Netflix’s Black Rabbit - the big city answer to Ozark

Michael Sherman|Published

Netflix’s “Black Rabbit,” starring Jason Bateman (left) and Jude Law (right) as brothers entangled in a crime thriller, is a gripping and unsettling series that explores their inevitable downfall amidst chaos and addiction. Picture: Angela Weiss/AFP

Image: Angela Weiss/AFP

It’s difficult to go wrong with a series led and directed by Jason Bateman, and crime thriller Black Rabbit, which was released on Netflix last week, is no exception.

The show stars Bateman (who directed two of the episodes) as one of the lead roles alongside Jude Law in this intensely riveting and sometimes disturbing tale. The supporting cast of Cleopatra Coleman, Amaka Okafor, Chris Goy, Sope Dirisu, and Forrest Weber all combine for an intriguing watch which explores themes of family, loyalty, addiction and the criminal underworld.

The actors portray brothers; Law plays Jake Friedken, a suave womaniser, big-time businessman who runs an incredibly successful bar/restaurant in New York. His older brother Vince is something of a misfit and struggles to keep his life on the straight and narrow.

The eight-episode min-series Black Rabbit has a distinctly Ozark feel to it especially the intro animations which is clear nod to the latter. Ozark, of course, was the award-winning crime series set, as the title suggests, in the Ozarks— the wild mountainous region of the USA.

Vince’s Chaotic Return to New York in Black Rabbit

In that show, Bateman leads a stellar cast, including Laura Linney, as his character becomes involved with a dangerous drug cartel.

As one would imagine, any movies or series involving cartels, like Breaking Bad, rapidly devolve into chaos and tense encounters. Black Rabbit is no different as it sets the scene with small-time Vince (a long-haired, scruffy-looking version of Bateman) trying to make a quick buck somewhere in the USA when things go wrong quickly.

After he’s robbed trying to sell some antique coins, Vince, clearly struggling with addictions of many kinds, hightails it back to New York to get away after he ran over one of the assailants with his car. He contacts the high-flying Jake and asks for his help in getting to New York quickly.

Jake reluctantly agrees, and we soon find out they’re brothers, as we realise the hold Vince has on his comparatively well-groomed sibling. Once Vince arrives back in New York, we discover why he had to leave in a hurry. On his return, though, the gang that Vince owed money to soon tracks him down and threatens him and demands he pay back a huge sum of money.

A Slow-Burning Series of Brothers’ Inevitable Downfall

From there, things just spiral out of control as the two brothers together always seem one step away from solving their problems. But as though they are a donkey chasing that elusive carrot, they are in a constant state of dilemma.

As we are also given insight into their childhood, we see that Jake and Vince, though they can achieve great things, together they inevitably crash and burn.

As all the characters and incidents are woven together in what is a slow-burning series, it creates a narrative that’s difficult to watch but at the same time is impossible to ignore.

Unlike the phoenix that rises from the ashes, though, it seems the pair were always doomed - by the end of the eight episodes, the brothers learn what was truly important as their world goes up in tatters.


• [AIM OF THE EXERCISE]
Pick out and copy every line below that has the word "PACIFIC".

• [INPUT RECORDS]
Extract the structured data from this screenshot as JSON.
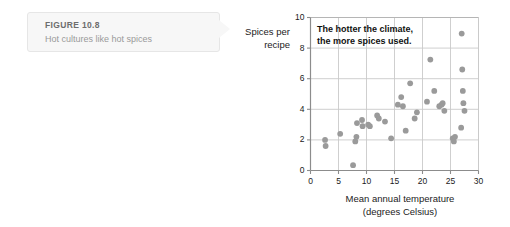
{
  "caption": {
    "figure_number": "FIGURE 10.8",
    "title": "Hot cultures like hot spices"
  },
  "chart_data": {
    "type": "scatter",
    "title": "",
    "annotation": "The hotter the climate,\nthe more spices used.",
    "xlabel": "Mean annual temperature\n(degrees Celsius)",
    "xlabel_line1": "Mean annual temperature",
    "xlabel_line2": "(degrees Celsius)",
    "ylabel": "Spices per\nrecipe",
    "ylabel_line1": "Spices per",
    "ylabel_line2": "recipe",
    "xlim": [
      0,
      30
    ],
    "ylim": [
      0,
      10
    ],
    "xticks": [
      0,
      5,
      10,
      15,
      20,
      25,
      30
    ],
    "yticks": [
      0,
      2,
      4,
      6,
      8,
      10
    ],
    "grid": true,
    "legend": "none",
    "marker_color": "#9a9a9a",
    "points": [
      {
        "x": 2.6,
        "y": 2.0
      },
      {
        "x": 2.7,
        "y": 1.6
      },
      {
        "x": 5.3,
        "y": 2.4
      },
      {
        "x": 7.6,
        "y": 0.35
      },
      {
        "x": 8.0,
        "y": 1.9
      },
      {
        "x": 8.2,
        "y": 2.2
      },
      {
        "x": 8.3,
        "y": 3.1
      },
      {
        "x": 9.2,
        "y": 3.3
      },
      {
        "x": 9.3,
        "y": 2.9
      },
      {
        "x": 10.3,
        "y": 3.0
      },
      {
        "x": 10.6,
        "y": 2.9
      },
      {
        "x": 11.9,
        "y": 3.6
      },
      {
        "x": 12.2,
        "y": 3.4
      },
      {
        "x": 13.3,
        "y": 3.2
      },
      {
        "x": 14.4,
        "y": 2.1
      },
      {
        "x": 15.6,
        "y": 4.3
      },
      {
        "x": 16.2,
        "y": 4.8
      },
      {
        "x": 16.5,
        "y": 4.2
      },
      {
        "x": 17.0,
        "y": 2.6
      },
      {
        "x": 17.8,
        "y": 5.7
      },
      {
        "x": 18.6,
        "y": 3.4
      },
      {
        "x": 19.0,
        "y": 3.8
      },
      {
        "x": 20.8,
        "y": 4.5
      },
      {
        "x": 21.4,
        "y": 7.25
      },
      {
        "x": 22.1,
        "y": 5.2
      },
      {
        "x": 23.0,
        "y": 4.2
      },
      {
        "x": 23.4,
        "y": 4.3
      },
      {
        "x": 23.6,
        "y": 4.4
      },
      {
        "x": 23.9,
        "y": 3.9
      },
      {
        "x": 25.4,
        "y": 2.1
      },
      {
        "x": 25.6,
        "y": 1.9
      },
      {
        "x": 25.8,
        "y": 2.2
      },
      {
        "x": 26.9,
        "y": 2.8
      },
      {
        "x": 27.0,
        "y": 8.95
      },
      {
        "x": 27.1,
        "y": 6.6
      },
      {
        "x": 27.2,
        "y": 5.2
      },
      {
        "x": 27.3,
        "y": 4.4
      },
      {
        "x": 27.5,
        "y": 3.9
      }
    ]
  }
}
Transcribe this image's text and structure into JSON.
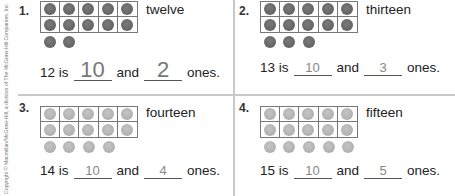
{
  "copyright": "Copyright © Macmillan/McGraw-Hill, a division of The McGraw-Hill Companies, Inc.",
  "colors": {
    "dark_counter": "#656565",
    "light_counter": "#b5b5b5",
    "divider": "#c8c8c8",
    "answer_text": "#888888"
  },
  "problems": [
    {
      "number": "1.",
      "word": "twelve",
      "total": "12",
      "frame_dots": 10,
      "extra_dots": 2,
      "dot_shade": "dark",
      "sentence": {
        "lead": "12 is",
        "tens_answer": "10",
        "mid": "and",
        "ones_answer": "2",
        "tail": "ones."
      }
    },
    {
      "number": "2.",
      "word": "thirteen",
      "total": "13",
      "frame_dots": 10,
      "extra_dots": 3,
      "dot_shade": "dark",
      "sentence": {
        "lead": "13 is",
        "tens_answer": "10",
        "mid": "and",
        "ones_answer": "3",
        "tail": "ones."
      }
    },
    {
      "number": "3.",
      "word": "fourteen",
      "total": "14",
      "frame_dots": 10,
      "extra_dots": 4,
      "dot_shade": "light",
      "sentence": {
        "lead": "14 is",
        "tens_answer": "10",
        "mid": "and",
        "ones_answer": "4",
        "tail": "ones."
      }
    },
    {
      "number": "4.",
      "word": "fifteen",
      "total": "15",
      "frame_dots": 10,
      "extra_dots": 5,
      "dot_shade": "light",
      "sentence": {
        "lead": "15 is",
        "tens_answer": "10",
        "mid": "and",
        "ones_answer": "5",
        "tail": "ones."
      }
    }
  ]
}
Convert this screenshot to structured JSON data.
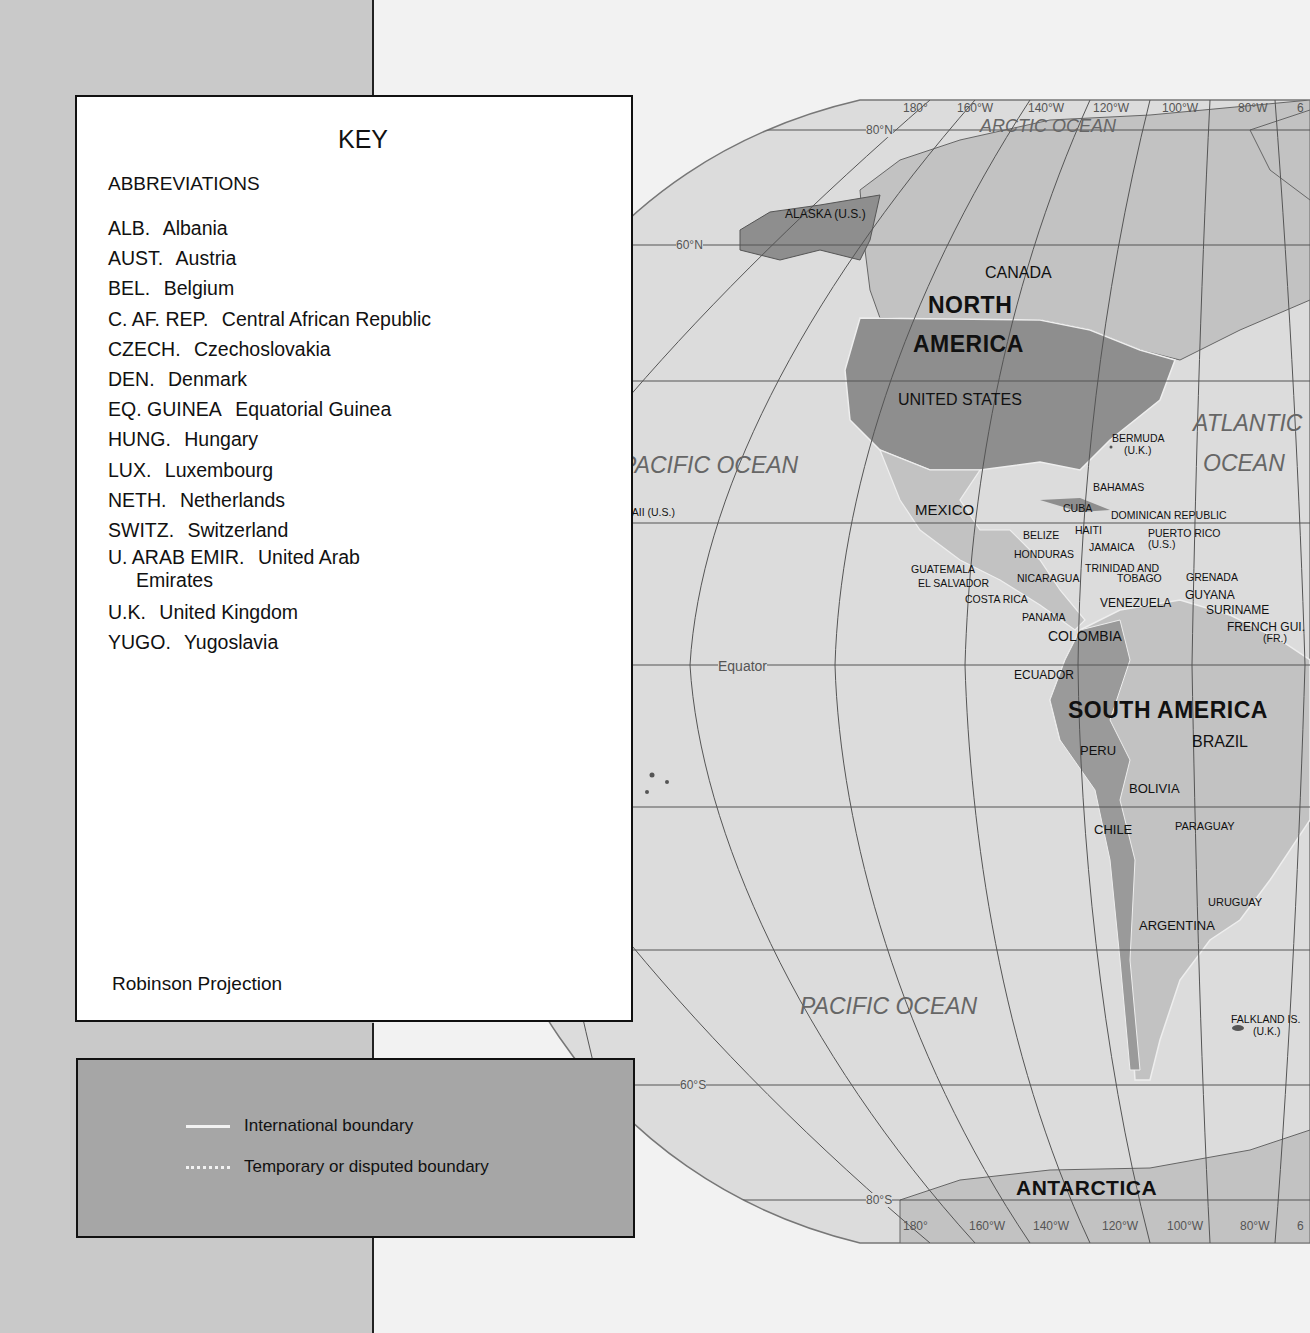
{
  "key": {
    "title": "KEY",
    "abbreviations_heading": "ABBREVIATIONS",
    "abbreviations": [
      {
        "code": "ALB.",
        "name": "Albania"
      },
      {
        "code": "AUST.",
        "name": "Austria"
      },
      {
        "code": "BEL.",
        "name": "Belgium"
      },
      {
        "code": "C. AF. REP.",
        "name": "Central African Republic"
      },
      {
        "code": "CZECH.",
        "name": "Czechoslovakia"
      },
      {
        "code": "DEN.",
        "name": "Denmark"
      },
      {
        "code": "EQ. GUINEA",
        "name": "Equatorial Guinea"
      },
      {
        "code": "HUNG.",
        "name": "Hungary"
      },
      {
        "code": "LUX.",
        "name": "Luxembourg"
      },
      {
        "code": "NETH.",
        "name": "Netherlands"
      },
      {
        "code": "SWITZ.",
        "name": "Switzerland"
      },
      {
        "code": "U. ARAB EMIR.",
        "name": "United Arab",
        "name_cont": "Emirates"
      },
      {
        "code": "U.K.",
        "name": "United Kingdom"
      },
      {
        "code": "YUGO.",
        "name": "Yugoslavia"
      }
    ],
    "projection": "Robinson Projection"
  },
  "legend": {
    "items": [
      {
        "style": "solid",
        "label": "International boundary",
        "color": "#f2f2f2"
      },
      {
        "style": "dotted",
        "label": "Temporary or disputed boundary",
        "color": "#f2f2f2"
      }
    ],
    "background": "#a6a6a6"
  },
  "map": {
    "graticule": {
      "longitudes_top": [
        "180°",
        "160°W",
        "140°W",
        "120°W",
        "100°W",
        "80°W",
        "6"
      ],
      "longitudes_bottom": [
        "180°",
        "160°W",
        "140°W",
        "120°W",
        "100°W",
        "80°W",
        "6"
      ],
      "latitudes": [
        "80°N",
        "60°N",
        "40°N",
        "20°N",
        "0°",
        "20°S",
        "40°S",
        "60°S",
        "80°S"
      ],
      "equator_label": "Equator"
    },
    "oceans": {
      "arctic": "ARCTIC OCEAN",
      "pacific_north": "PACIFIC OCEAN",
      "pacific_south": "PACIFIC OCEAN",
      "atlantic_1": "ATLANTIC",
      "atlantic_2": "OCEAN"
    },
    "continents": {
      "north_america_1": "NORTH",
      "north_america_2": "AMERICA",
      "south_america": "SOUTH AMERICA",
      "antarctica": "ANTARCTICA"
    },
    "countries": {
      "alaska": "ALASKA (U.S.)",
      "canada": "CANADA",
      "united_states": "UNITED STATES",
      "mexico": "MEXICO",
      "bermuda": "BERMUDA",
      "bermuda_uk": "(U.K.)",
      "bahamas": "BAHAMAS",
      "cuba": "CUBA",
      "dominican_republic": "DOMINICAN REPUBLIC",
      "haiti": "HAITI",
      "puerto_rico": "PUERTO RICO",
      "puerto_rico_us": "(U.S.)",
      "jamaica": "JAMAICA",
      "belize": "BELIZE",
      "honduras": "HONDURAS",
      "guatemala": "GUATEMALA",
      "el_salvador": "EL SALVADOR",
      "nicaragua": "NICARAGUA",
      "costa_rica": "COSTA RICA",
      "panama": "PANAMA",
      "trinidad_1": "TRINIDAD AND",
      "trinidad_2": "TOBAGO",
      "grenada": "GRENADA",
      "guyana": "GUYANA",
      "suriname": "SURINAME",
      "french_guiana": "FRENCH GUI.",
      "french_guiana_fr": "(FR.)",
      "venezuela": "VENEZUELA",
      "colombia": "COLOMBIA",
      "ecuador": "ECUADOR",
      "peru": "PERU",
      "brazil": "BRAZIL",
      "bolivia": "BOLIVIA",
      "chile": "CHILE",
      "paraguay": "PARAGUAY",
      "uruguay": "URUGUAY",
      "argentina": "ARGENTINA",
      "falkland": "FALKLAND IS.",
      "falkland_uk": "(U.K.)",
      "hawaii": "HAWAII (U.S.)",
      "kiribati": "KIRIBATI",
      "western_samoa_1": "WESTERN",
      "western_samoa_2": "SAMOA",
      "tonga": "TONGA"
    },
    "colors": {
      "ocean": "#dcdcdc",
      "land_light": "#bdbdbd",
      "land_mid": "#a8a8a8",
      "land_dark": "#8e8e8e",
      "grid": "#555555"
    }
  }
}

• [SOLUTION]
      "pacific_north": "PACIFIC OCEAN",
      "pacific_south": "PACIFIC OCEAN",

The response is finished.